Monday, April 10, 2023

Enabling the wrong behaviors

From Links to Consider, 4/10 by Arnold Kling.  The subheading is:  Sam Hammond on economic diversification; Erik Torenberg on equality vs. meritocracy; Niccolo Soldo on how the Ukraine War is going; Michael Shermer and David Brin on AI and other topics.


Both the Dutch disease and the middle-income trap stem from the failure of an economy to properly diversify, and in many ways the contemporary U.S. economy exhibits symptoms of each. Following the collapse of the Soviet Union, the U.S. adopted an explicit strong-dollar policy, only rather than export oil, we exported the safety and stability of dollar-denominated assets like Treasury securities. The U.S. dollar now denominates two-thirds of international foreign currency reserves, 90 percent of foreign-exchange trades, and trillions of dollars in private assets held abroad.[42] This makes the U.S. the most attractive economy in the world to park one’s excess savings, which we absorb in the form of our ever greater public and household debt.[43] Where a petro state might invest in pipelines and refineries, the U.S. invested in Wall Street — the de facto pipes of global finance. In the mid-1990s, the U.S. corporate sector thus transitioned from being a net borrower to being a net lender, while aggregate investment in tangible assets like structures and equipment withered on the vine.

He is actually quoting himself from this paper.

Basic economic theory says that a country should exploit its comparative advantage. Instead, to “diversify” the economy is inefficient.

The U.S. has a comparative advantage as a safe financial haven. We have the world’s strongest military and a stable government. Thus, we have a comparative advantage in producing debt, primarily government debt. That is not necessarily a good comparative advantage to have.

It is a very convenient advantage to have, but as Kling notes, "not necessarily a good comparative advantage to have."  It would be good if we had confidence in our capacity to generate responsible utilization of the advantages as a reserve currency.  We do not have that confidence and it is not clear that the advantages are being used responsibly.  Rather, it appears that it enables our political leadership to avoid hard trade-off decision they ought to be making.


Task to carry out: Write out each record below exactly, but not the pictures.

Task inputs:
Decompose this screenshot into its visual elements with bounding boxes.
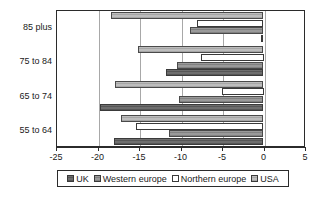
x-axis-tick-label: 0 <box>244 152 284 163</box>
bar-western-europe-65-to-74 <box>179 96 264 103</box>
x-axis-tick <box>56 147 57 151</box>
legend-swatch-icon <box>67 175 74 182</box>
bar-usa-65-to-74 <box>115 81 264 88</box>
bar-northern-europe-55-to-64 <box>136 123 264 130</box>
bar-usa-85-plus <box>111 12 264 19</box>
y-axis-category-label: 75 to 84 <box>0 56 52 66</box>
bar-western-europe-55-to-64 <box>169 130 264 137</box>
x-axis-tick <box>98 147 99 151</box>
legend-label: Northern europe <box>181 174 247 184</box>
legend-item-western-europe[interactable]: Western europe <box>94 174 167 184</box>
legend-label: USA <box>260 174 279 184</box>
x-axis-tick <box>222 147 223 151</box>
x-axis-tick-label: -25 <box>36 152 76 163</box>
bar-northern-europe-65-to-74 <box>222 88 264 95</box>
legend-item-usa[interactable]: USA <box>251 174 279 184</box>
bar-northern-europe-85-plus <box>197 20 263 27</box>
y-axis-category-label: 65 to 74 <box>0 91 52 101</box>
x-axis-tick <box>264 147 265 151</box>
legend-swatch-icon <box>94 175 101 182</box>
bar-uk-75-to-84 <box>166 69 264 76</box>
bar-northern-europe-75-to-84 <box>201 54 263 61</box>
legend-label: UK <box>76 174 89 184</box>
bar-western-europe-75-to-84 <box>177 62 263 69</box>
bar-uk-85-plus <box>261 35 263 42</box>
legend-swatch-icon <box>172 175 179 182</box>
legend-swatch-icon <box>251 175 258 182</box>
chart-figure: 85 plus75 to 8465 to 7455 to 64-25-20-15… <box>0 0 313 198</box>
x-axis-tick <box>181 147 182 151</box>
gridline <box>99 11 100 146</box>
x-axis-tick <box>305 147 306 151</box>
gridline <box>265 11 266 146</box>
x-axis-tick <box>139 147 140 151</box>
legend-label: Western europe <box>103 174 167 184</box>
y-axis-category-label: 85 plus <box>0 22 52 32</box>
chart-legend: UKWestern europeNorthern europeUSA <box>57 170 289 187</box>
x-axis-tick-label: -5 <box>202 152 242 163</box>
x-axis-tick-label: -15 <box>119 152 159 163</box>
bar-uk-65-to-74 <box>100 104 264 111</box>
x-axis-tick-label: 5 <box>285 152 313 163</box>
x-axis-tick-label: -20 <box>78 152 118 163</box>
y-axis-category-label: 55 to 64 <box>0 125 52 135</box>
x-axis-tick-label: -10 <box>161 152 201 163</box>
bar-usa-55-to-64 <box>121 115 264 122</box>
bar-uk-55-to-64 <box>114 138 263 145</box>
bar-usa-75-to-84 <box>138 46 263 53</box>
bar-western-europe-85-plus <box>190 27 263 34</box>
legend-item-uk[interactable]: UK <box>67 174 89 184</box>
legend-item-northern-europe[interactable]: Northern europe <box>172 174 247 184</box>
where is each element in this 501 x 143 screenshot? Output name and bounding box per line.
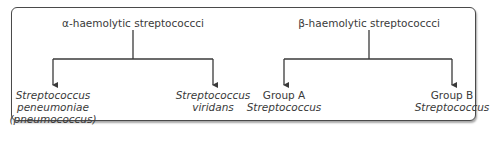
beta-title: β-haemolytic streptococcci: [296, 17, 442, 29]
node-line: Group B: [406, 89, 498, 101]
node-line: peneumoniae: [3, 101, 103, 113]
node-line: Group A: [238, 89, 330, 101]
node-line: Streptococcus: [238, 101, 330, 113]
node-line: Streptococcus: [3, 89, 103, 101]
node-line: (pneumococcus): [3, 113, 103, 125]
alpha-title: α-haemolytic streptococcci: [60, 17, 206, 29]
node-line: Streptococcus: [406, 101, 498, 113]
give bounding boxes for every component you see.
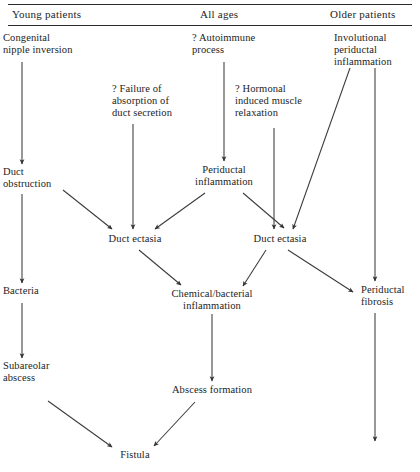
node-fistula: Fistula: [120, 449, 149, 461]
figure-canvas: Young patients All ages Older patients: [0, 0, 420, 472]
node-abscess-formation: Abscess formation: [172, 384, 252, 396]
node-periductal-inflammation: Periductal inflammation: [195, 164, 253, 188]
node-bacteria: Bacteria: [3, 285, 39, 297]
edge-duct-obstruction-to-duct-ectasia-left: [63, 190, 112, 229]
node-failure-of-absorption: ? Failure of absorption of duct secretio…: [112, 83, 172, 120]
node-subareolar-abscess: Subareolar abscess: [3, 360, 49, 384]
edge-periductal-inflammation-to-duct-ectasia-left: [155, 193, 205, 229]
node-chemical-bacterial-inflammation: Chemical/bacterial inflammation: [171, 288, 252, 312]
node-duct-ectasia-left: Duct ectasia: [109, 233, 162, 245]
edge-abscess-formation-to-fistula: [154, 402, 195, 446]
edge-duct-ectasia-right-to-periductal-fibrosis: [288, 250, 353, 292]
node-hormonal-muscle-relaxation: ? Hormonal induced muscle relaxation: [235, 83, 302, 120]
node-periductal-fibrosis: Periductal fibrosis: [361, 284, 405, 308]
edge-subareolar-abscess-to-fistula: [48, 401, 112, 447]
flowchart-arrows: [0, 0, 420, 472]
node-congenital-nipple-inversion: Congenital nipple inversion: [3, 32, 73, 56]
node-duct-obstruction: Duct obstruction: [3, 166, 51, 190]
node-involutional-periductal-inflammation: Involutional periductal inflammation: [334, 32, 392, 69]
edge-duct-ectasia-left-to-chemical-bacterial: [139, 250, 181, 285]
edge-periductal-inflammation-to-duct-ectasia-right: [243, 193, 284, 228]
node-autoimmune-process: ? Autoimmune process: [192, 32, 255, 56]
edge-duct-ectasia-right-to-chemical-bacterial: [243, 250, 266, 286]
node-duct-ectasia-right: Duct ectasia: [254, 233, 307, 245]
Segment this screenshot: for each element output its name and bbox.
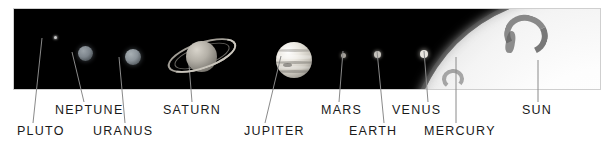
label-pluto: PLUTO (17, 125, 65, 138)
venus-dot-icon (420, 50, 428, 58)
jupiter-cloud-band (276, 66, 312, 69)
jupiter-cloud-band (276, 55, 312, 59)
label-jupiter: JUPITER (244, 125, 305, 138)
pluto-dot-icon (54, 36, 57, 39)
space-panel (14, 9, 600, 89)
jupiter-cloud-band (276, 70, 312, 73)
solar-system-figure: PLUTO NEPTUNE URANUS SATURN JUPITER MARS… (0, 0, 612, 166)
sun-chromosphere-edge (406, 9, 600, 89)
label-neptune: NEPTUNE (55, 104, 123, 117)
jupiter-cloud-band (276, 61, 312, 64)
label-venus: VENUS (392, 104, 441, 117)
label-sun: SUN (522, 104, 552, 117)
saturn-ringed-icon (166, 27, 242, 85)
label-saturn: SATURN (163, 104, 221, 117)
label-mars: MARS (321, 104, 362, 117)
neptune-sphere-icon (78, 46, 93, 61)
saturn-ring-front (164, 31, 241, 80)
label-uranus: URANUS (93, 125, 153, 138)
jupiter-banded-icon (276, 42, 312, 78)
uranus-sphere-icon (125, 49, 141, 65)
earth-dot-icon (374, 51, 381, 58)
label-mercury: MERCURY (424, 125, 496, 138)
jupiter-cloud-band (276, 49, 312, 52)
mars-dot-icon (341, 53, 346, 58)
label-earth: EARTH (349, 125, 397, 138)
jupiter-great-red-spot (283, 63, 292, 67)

Task answer:
Decompose this screenshot into its visual elements with bounding boxes.
x-axis-tick-label: 0 <box>244 152 284 163</box>
bar-western-europe-65-to-74 <box>179 96 264 103</box>
x-axis-tick <box>56 147 57 151</box>
legend-swatch-icon <box>67 175 74 182</box>
bar-usa-65-to-74 <box>115 81 264 88</box>
bar-northern-europe-55-to-64 <box>136 123 264 130</box>
bar-usa-85-plus <box>111 12 264 19</box>
y-axis-category-label: 75 to 84 <box>0 56 52 66</box>
bar-western-europe-55-to-64 <box>169 130 264 137</box>
x-axis-tick <box>98 147 99 151</box>
legend-label: Northern europe <box>181 174 247 184</box>
legend-item-western-europe[interactable]: Western europe <box>94 174 167 184</box>
legend-label: USA <box>260 174 279 184</box>
x-axis-tick <box>222 147 223 151</box>
x-axis-tick-label: -25 <box>36 152 76 163</box>
bar-northern-europe-65-to-74 <box>222 88 264 95</box>
legend-item-usa[interactable]: USA <box>251 174 279 184</box>
bar-northern-europe-85-plus <box>197 20 263 27</box>
y-axis-category-label: 65 to 74 <box>0 91 52 101</box>
x-axis-tick <box>264 147 265 151</box>
legend-swatch-icon <box>94 175 101 182</box>
bar-uk-75-to-84 <box>166 69 264 76</box>
bar-northern-europe-75-to-84 <box>201 54 263 61</box>
legend-label: UK <box>76 174 89 184</box>
bar-western-europe-75-to-84 <box>177 62 263 69</box>
bar-uk-85-plus <box>261 35 263 42</box>
legend-swatch-icon <box>172 175 179 182</box>
legend-swatch-icon <box>251 175 258 182</box>
chart-figure: 85 plus75 to 8465 to 7455 to 64-25-20-15… <box>0 0 313 198</box>
x-axis-tick <box>181 147 182 151</box>
gridline <box>99 11 100 146</box>
x-axis-tick <box>305 147 306 151</box>
gridline <box>265 11 266 146</box>
x-axis-tick <box>139 147 140 151</box>
legend-label: Western europe <box>103 174 167 184</box>
y-axis-category-label: 85 plus <box>0 22 52 32</box>
chart-legend: UKWestern europeNorthern europeUSA <box>57 170 289 187</box>
x-axis-tick-label: -5 <box>202 152 242 163</box>
x-axis-tick-label: -15 <box>119 152 159 163</box>
bar-uk-65-to-74 <box>100 104 264 111</box>
x-axis-tick-label: 5 <box>285 152 313 163</box>
x-axis-tick-label: -20 <box>78 152 118 163</box>
y-axis-category-label: 55 to 64 <box>0 125 52 135</box>
x-axis-tick-label: -10 <box>161 152 201 163</box>
bar-usa-55-to-64 <box>121 115 264 122</box>
bar-uk-55-to-64 <box>114 138 263 145</box>
bar-usa-75-to-84 <box>138 46 263 53</box>
bar-western-europe-85-plus <box>190 27 263 34</box>
legend-item-uk[interactable]: UK <box>67 174 89 184</box>
legend-item-northern-europe[interactable]: Northern europe <box>172 174 247 184</box>
where is each element in this 501 x 143 screenshot? Output name and bounding box per line.
beta-title: β-haemolytic streptococcci: [296, 17, 442, 29]
node-line: Group B: [406, 89, 498, 101]
node-line: peneumoniae: [3, 101, 103, 113]
node-line: Group A: [238, 89, 330, 101]
node-line: Streptococcus: [238, 101, 330, 113]
node-line: Streptococcus: [3, 89, 103, 101]
node-line: (pneumococcus): [3, 113, 103, 125]
alpha-title: α-haemolytic streptococcci: [60, 17, 206, 29]
node-line: Streptococcus: [406, 101, 498, 113]
give bounding boxes for every component you see.
node-fistula: Fistula: [120, 449, 149, 461]
figure-canvas: Young patients All ages Older patients: [0, 0, 420, 472]
node-abscess-formation: Abscess formation: [172, 384, 252, 396]
node-periductal-inflammation: Periductal inflammation: [195, 164, 253, 188]
node-bacteria: Bacteria: [3, 285, 39, 297]
edge-duct-obstruction-to-duct-ectasia-left: [63, 190, 112, 229]
node-failure-of-absorption: ? Failure of absorption of duct secretio…: [112, 83, 172, 120]
node-subareolar-abscess: Subareolar abscess: [3, 360, 49, 384]
edge-periductal-inflammation-to-duct-ectasia-left: [155, 193, 205, 229]
node-chemical-bacterial-inflammation: Chemical/bacterial inflammation: [171, 288, 252, 312]
node-duct-ectasia-left: Duct ectasia: [109, 233, 162, 245]
edge-abscess-formation-to-fistula: [154, 402, 195, 446]
edge-duct-ectasia-right-to-periductal-fibrosis: [288, 250, 353, 292]
node-hormonal-muscle-relaxation: ? Hormonal induced muscle relaxation: [235, 83, 302, 120]
node-periductal-fibrosis: Periductal fibrosis: [361, 284, 405, 308]
edge-subareolar-abscess-to-fistula: [48, 401, 112, 447]
flowchart-arrows: [0, 0, 420, 472]
node-congenital-nipple-inversion: Congenital nipple inversion: [3, 32, 73, 56]
node-duct-obstruction: Duct obstruction: [3, 166, 51, 190]
node-involutional-periductal-inflammation: Involutional periductal inflammation: [334, 32, 392, 69]
edge-duct-ectasia-left-to-chemical-bacterial: [139, 250, 181, 285]
edge-periductal-inflammation-to-duct-ectasia-right: [243, 193, 284, 228]
node-autoimmune-process: ? Autoimmune process: [192, 32, 255, 56]
edge-duct-ectasia-right-to-chemical-bacterial: [243, 250, 266, 286]
node-duct-ectasia-right: Duct ectasia: [254, 233, 307, 245]
Segment this screenshot: for each element output its name and bbox.
label-pluto: PLUTO (17, 125, 65, 138)
venus-dot-icon (420, 50, 428, 58)
jupiter-cloud-band (276, 66, 312, 69)
jupiter-cloud-band (276, 55, 312, 59)
label-jupiter: JUPITER (244, 125, 305, 138)
pluto-dot-icon (54, 36, 57, 39)
space-panel (14, 9, 600, 89)
jupiter-cloud-band (276, 70, 312, 73)
solar-system-figure: PLUTO NEPTUNE URANUS SATURN JUPITER MARS… (0, 0, 612, 166)
sun-chromosphere-edge (406, 9, 600, 89)
label-neptune: NEPTUNE (55, 104, 123, 117)
jupiter-cloud-band (276, 61, 312, 64)
label-venus: VENUS (392, 104, 441, 117)
label-sun: SUN (522, 104, 552, 117)
saturn-ringed-icon (166, 27, 242, 85)
label-saturn: SATURN (163, 104, 221, 117)
label-mars: MARS (321, 104, 362, 117)
neptune-sphere-icon (78, 46, 93, 61)
saturn-ring-front (164, 31, 241, 80)
label-uranus: URANUS (93, 125, 153, 138)
jupiter-banded-icon (276, 42, 312, 78)
uranus-sphere-icon (125, 49, 141, 65)
earth-dot-icon (374, 51, 381, 58)
label-mercury: MERCURY (424, 125, 496, 138)
jupiter-cloud-band (276, 49, 312, 52)
mars-dot-icon (341, 53, 346, 58)
label-earth: EARTH (349, 125, 397, 138)
jupiter-great-red-spot (283, 63, 292, 67)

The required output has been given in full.